Notes for March 5-7

 

What we discussed on Tuesday Mar 5:

We sent through the math for ray tracing to a half space, which requires intersecting a ray with a plane:

Given halfspace H = (a,b,c,d) // (we would define this in GLSL as vec4 H)

Given a point p = (x,y,z,1)T // (the superscript means "transpose" since p is a column vector)

There are three cases:

  • p is inside H if H ● p < 0
  • p is on the surface of H if H ● p == 0
  • p is outside H if H ● p > 0

To find the plane of intersection with ray V + t W, where t > 0:

Hx (Vx + tWx) + Hy (Vy + tWy) + Hz (Vz + tWz) + Hw = 0
which is equvalent to:
t Hxyz ● W + Hxyz ● V + Hw = 0
Solving for t we get:
t = -(Hxyz ● V + Hw) / (Hxyz ● W)

We then used that to build up the procedure for ray tracing to shapes that are built by intersecting planes.

  • Find the maximum tIn of all halfspaces that face toward from the ray (ie: Hxyz ● W < 0)
  • Find the minimum tOut of all halfspaces that face toward from the ray (ie: Hxyz ● W > 0)
  • If tIn < tOut then we hit the shape at tIn. If tIn > tOut then we miss the shape.

In particular we looked at the six intersecting half spaces that define a cube:

      (-1, 0, 0,-1 )  // -x - 1 <= 0
      ( 1, 0, 0,-1 )  //  x - 1 <= 0
      ( 0,-1, 0,-1 )  // -y - 1 <= 0
      ( 0, 1, 0,-1 )  //  y - 1 <= 0
      ( 0, 0,-1,-1 )  // -z - 1 <= 0
      ( 0, 0, 1,-1 )  //  y - 1 <= 0

We talked about 4x4 matrices, and our convention for storing them in column major order:

      mat4(0.,1.,2.,3.,  4.,5.,6.,7.,  8.,9.,10.,11.,  12.,13.,14.,15.)
represents:
  0  4  8  12
  1  5  9  13
  2  6  10  14
  3  7  11  15

We talked about 4x4 matrix transformations, and the six most useful basic matrix primitives:
 
Identity
  1  0  0  0
  0  1  0  0
  0  0  1  0
  0  0  0  1
 
Translate
  1  0  0  tx
  0  1  0  ty
  0  0  1  tz
  0  0  0  1
 
Rotate about X
  1  0  0  0
  0  cos θ  -sin θ  0
  0  sin θ  cos θ  0
  0  0  0  1
 
Rotate about Y
  cos θ  0  sin θ  0
  0  1  0  0
  -sin θ  0  cos θ  0
  0  0  0  1
 
Rotate about Z
  cos θ  -sin θ  0  0
  sin θ  cos θ  0  0
  0  0  1  0
  0  0  0  1
 
Scale
  sx  0  0  0
  0  sy  0  0
  0  0  sz  0
  0  0  0  1

What we discussed on Thursday Mar 7:

In class we first showed how to capture mouse movement in the canvas, convert that to shader coordinates (-1 < x,y < +1), and pass that info down to the shader as uniform vec3 uMouse, where uMouse.z is 0.0 while the mouse is up and 1.0 while the mouse is pressed.

We went over the tricky question of how to do a linear transformation of a linear equation.

Let's say that the planar surface of a half space H contains a point P.

Mathematically we would say that H ● P == 0.

If a matrix M transforms all points P to (MP), then we need to transform all half spaces H such that the transformed points are on the planar surfaces of the transformed half spaces.

We need to transform H into: (H M-1), because:

(H M-1) ● (M P) =

H (M-1 ● M) P = // (because matrix multiplication is associative)

H ● P = 0

We showed how to raytrace to a cube (and then an octahedron), and implemented several matrix primitives to transform our shape. The code for all of that is in shader5.zip.

Homework due before class on Thursday March 14:

Create your own shapes defined by intersecting half spaces. Implement all six matrix primitives (we left out translation and rotation about Y).

As with the previous assignment, there are many opportunities here for extra credit, including adding procedural textures to various places, and doing interesting things on the Javascript side before you pass data down to the GPU.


→ Work task
If pictures appear among the lines below, leave them out while you return exactly the lines from the one with "Resolution: 1024px x" through the one with "Target clothing.".

→ Dataset records

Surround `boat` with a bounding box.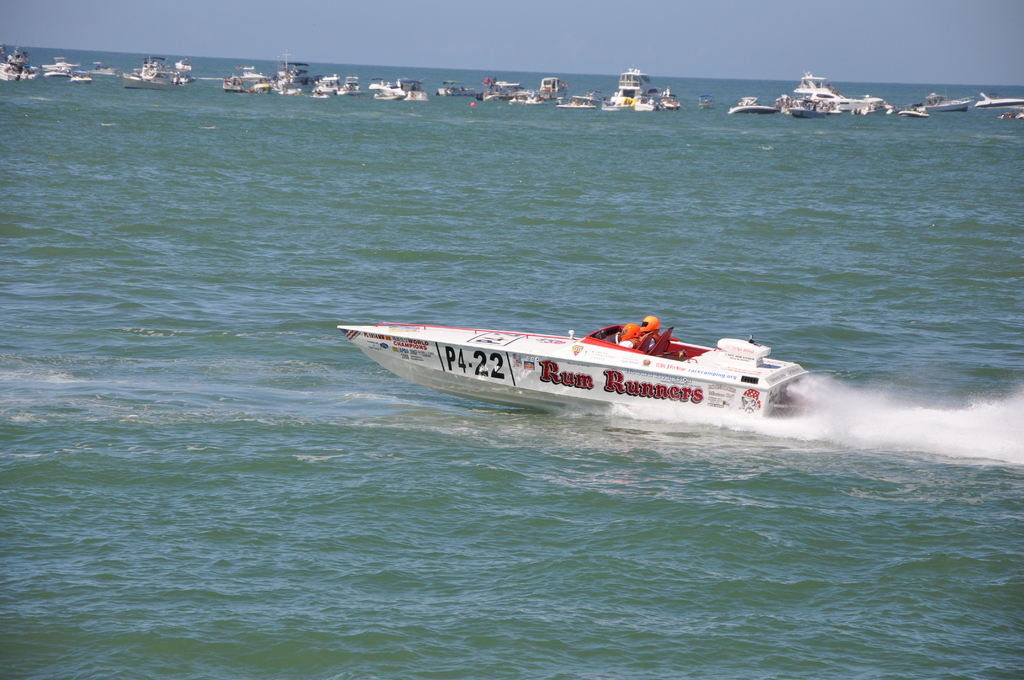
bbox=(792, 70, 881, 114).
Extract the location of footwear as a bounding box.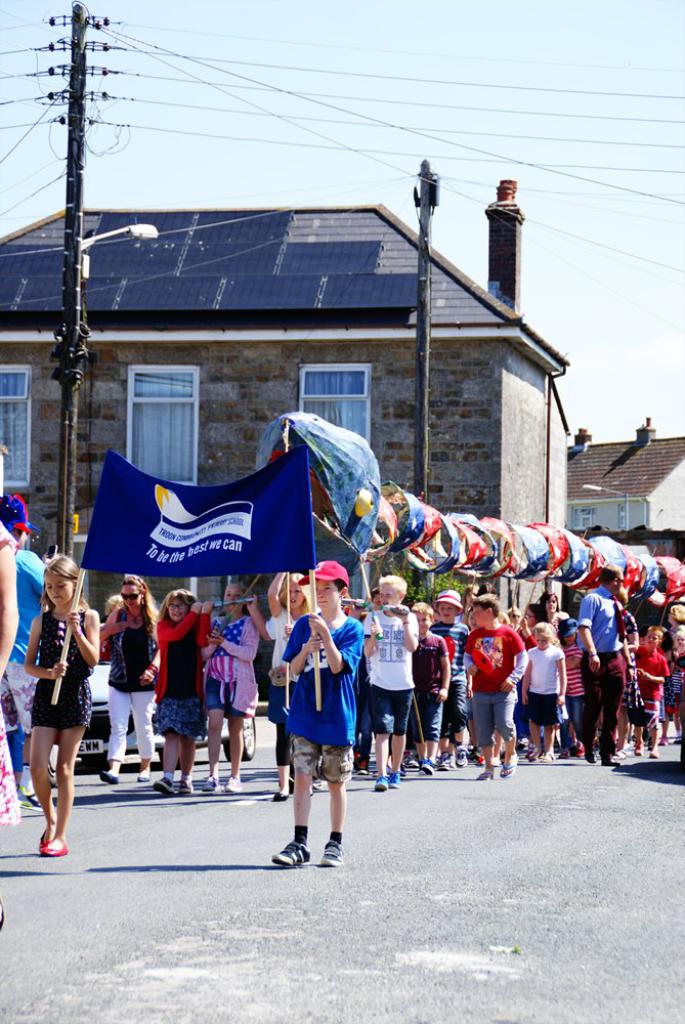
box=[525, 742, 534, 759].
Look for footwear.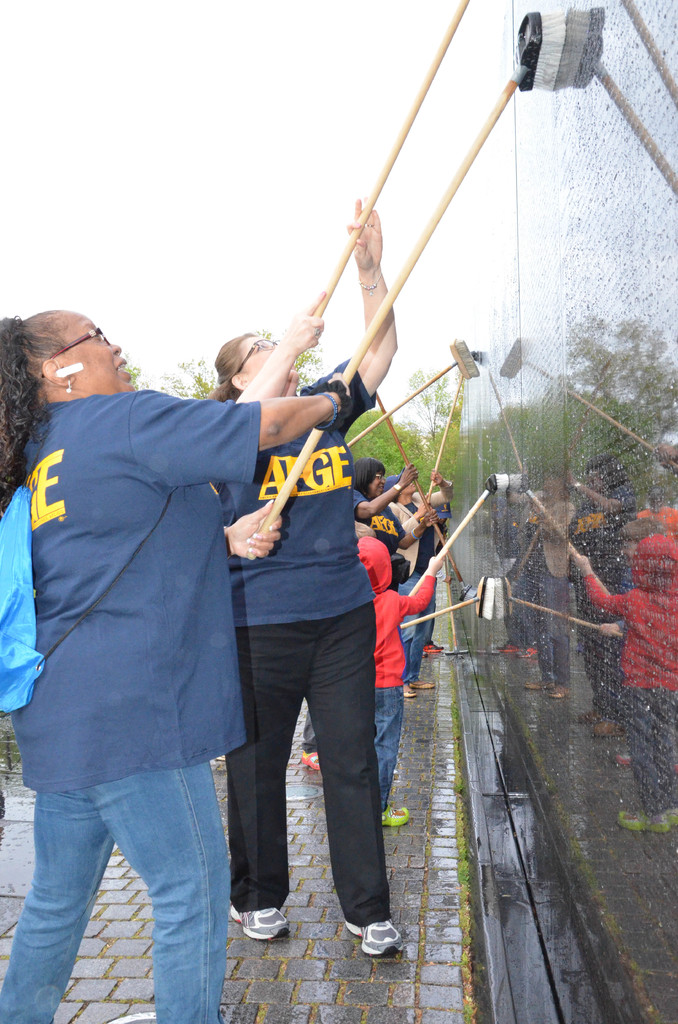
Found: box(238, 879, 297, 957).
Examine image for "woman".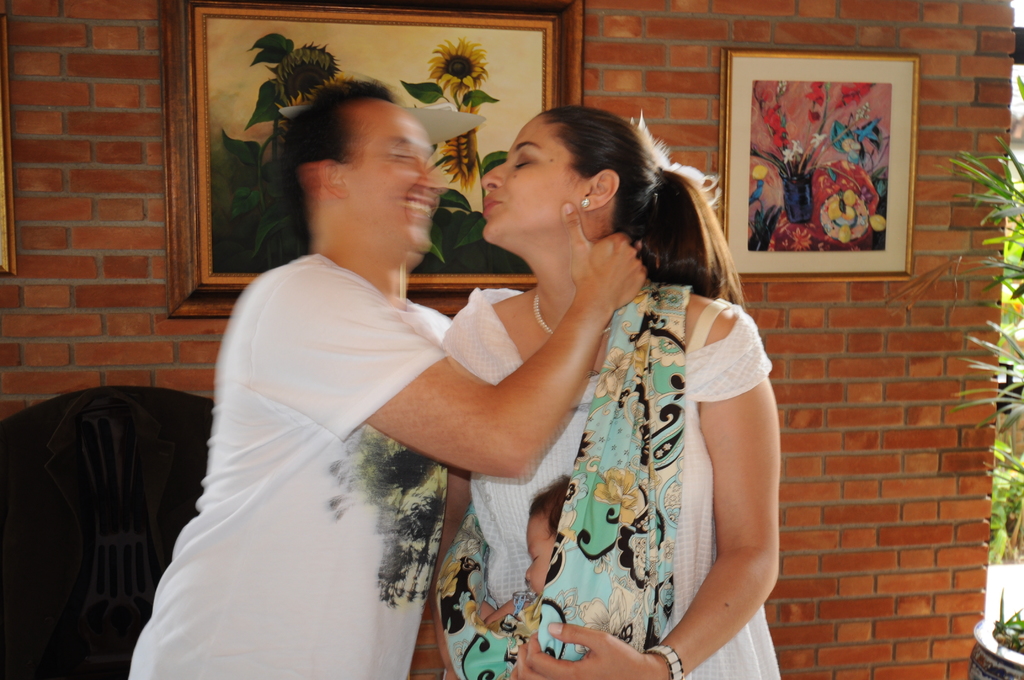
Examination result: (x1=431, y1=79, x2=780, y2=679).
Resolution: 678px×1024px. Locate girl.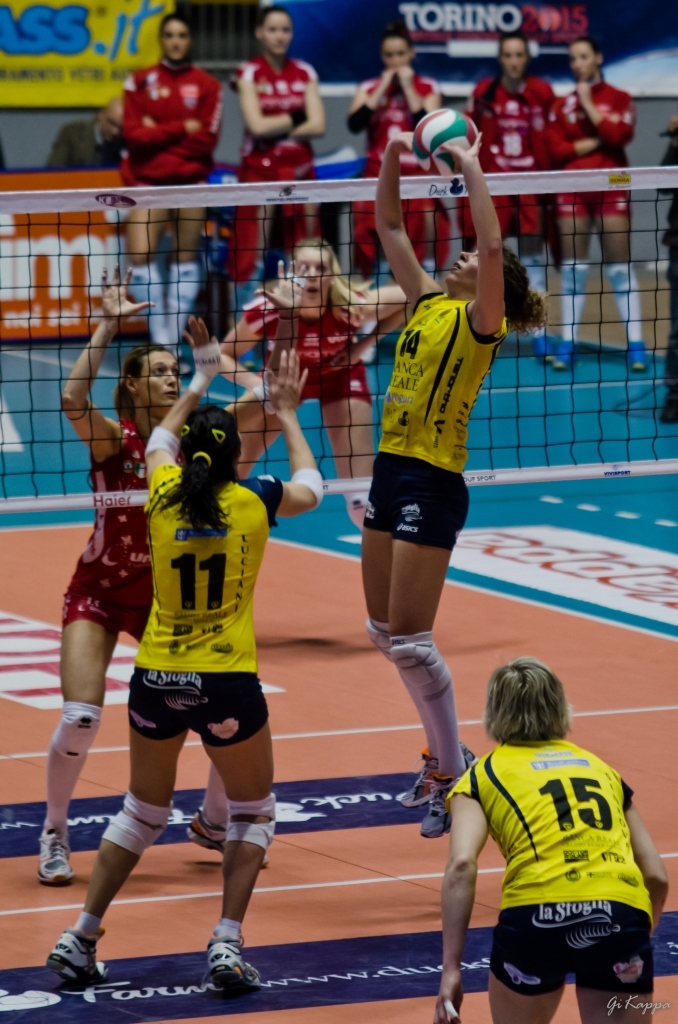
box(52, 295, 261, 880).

==

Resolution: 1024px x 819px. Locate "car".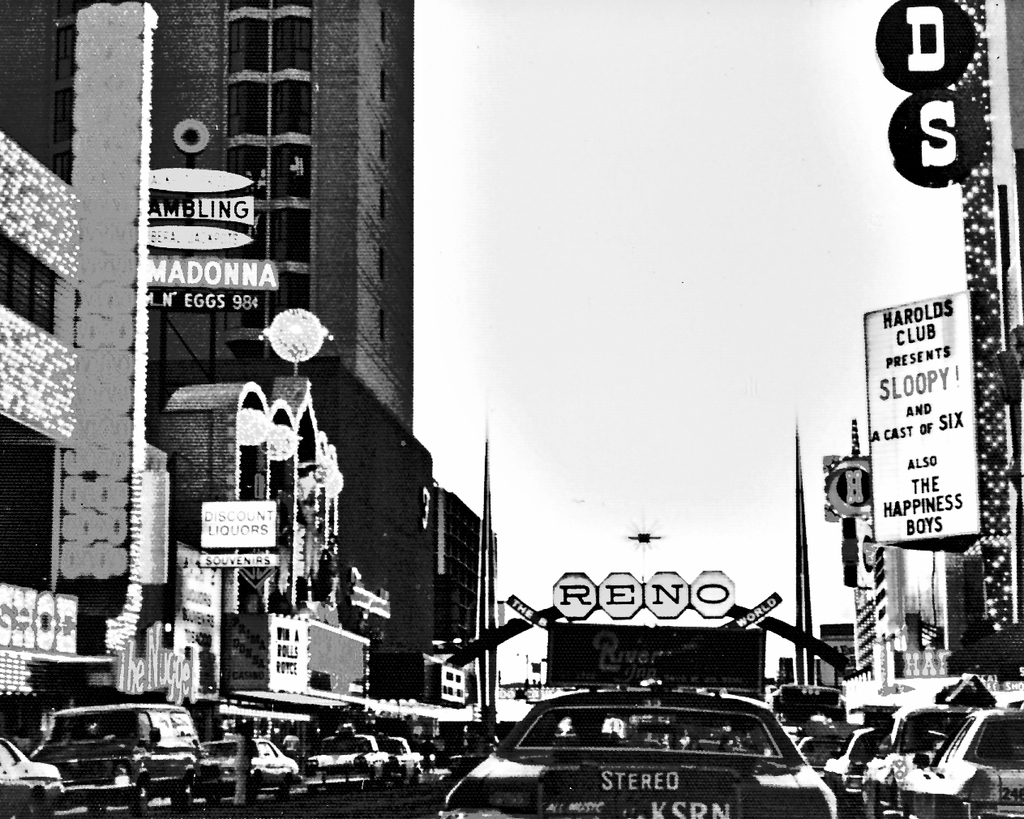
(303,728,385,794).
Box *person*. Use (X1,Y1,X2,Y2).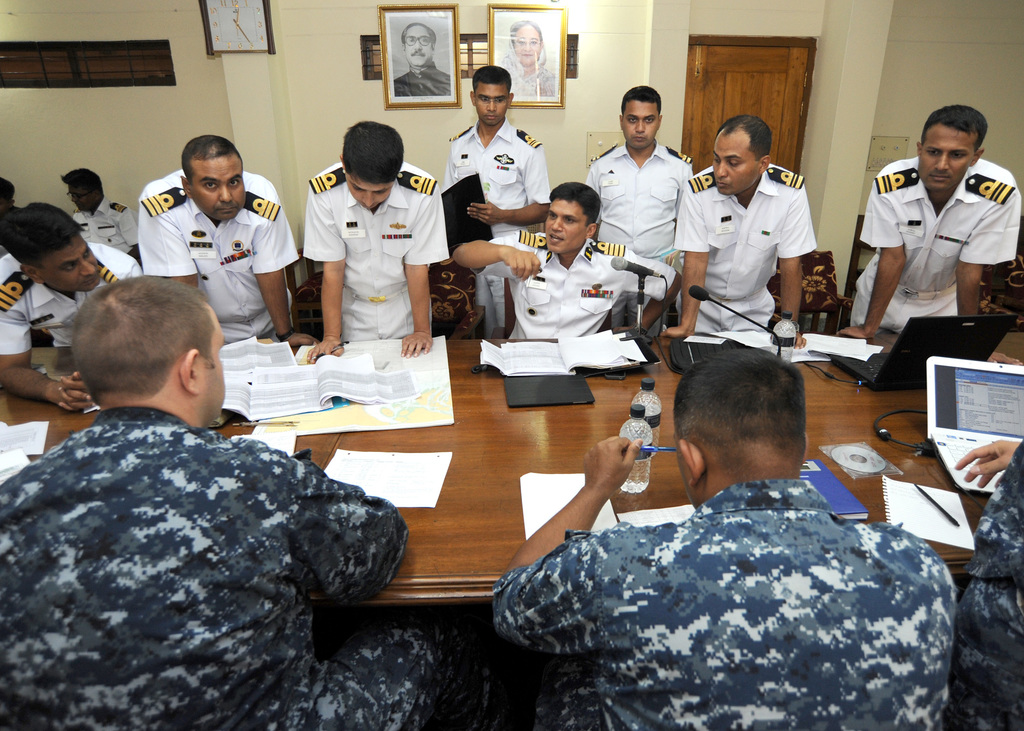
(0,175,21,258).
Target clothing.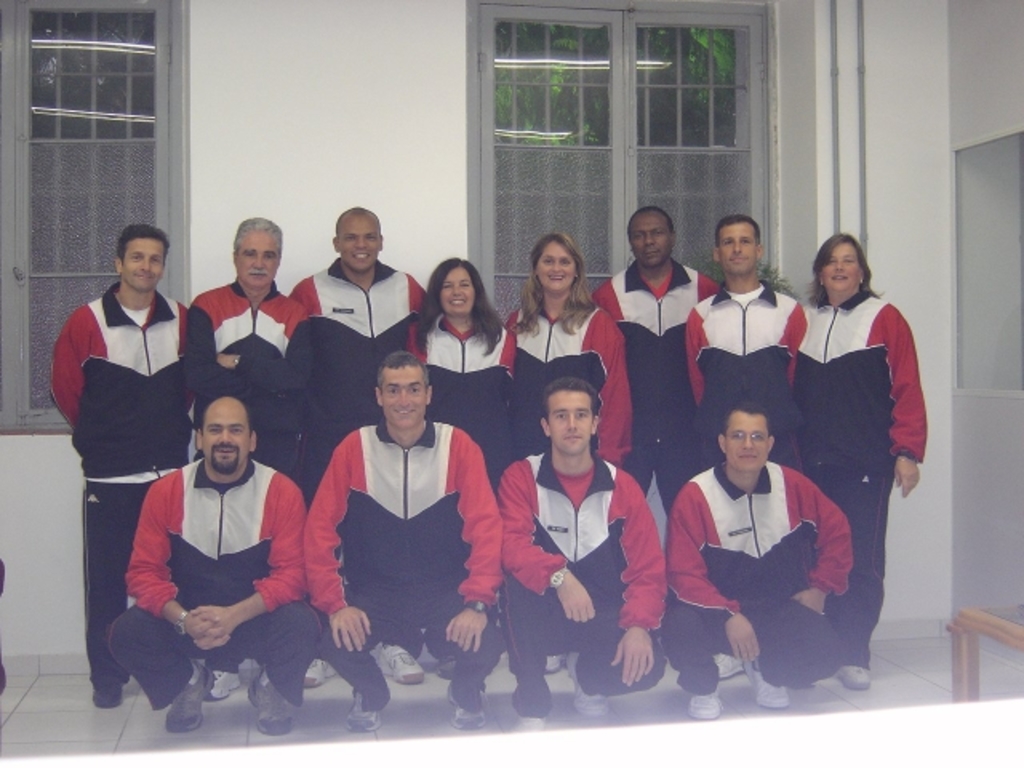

* * *

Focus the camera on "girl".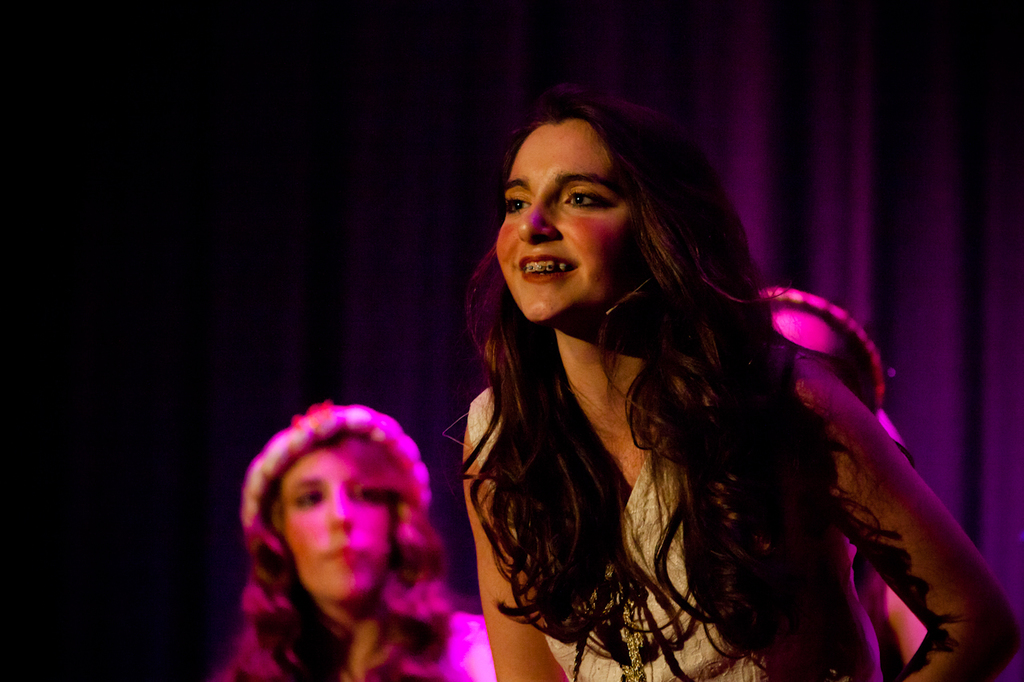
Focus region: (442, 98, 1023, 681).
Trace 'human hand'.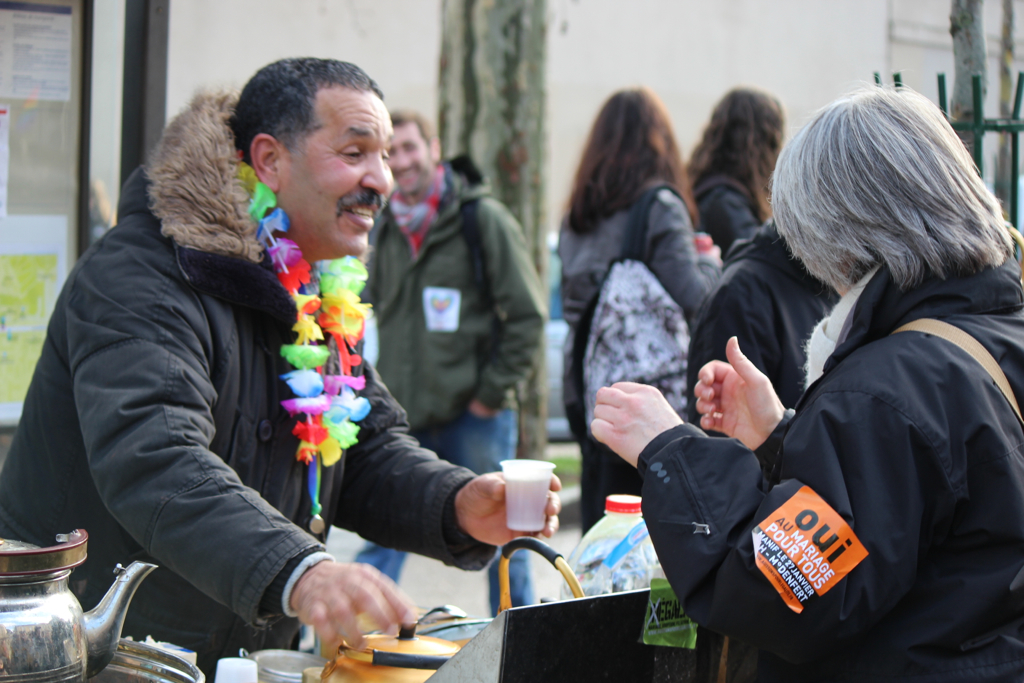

→ Task answer
Resolution: 1024px x 819px. Locate "car".
(303,728,385,794).
Box *person*. Use (X1,Y1,X2,Y2).
(0,175,21,258).
Target clothing.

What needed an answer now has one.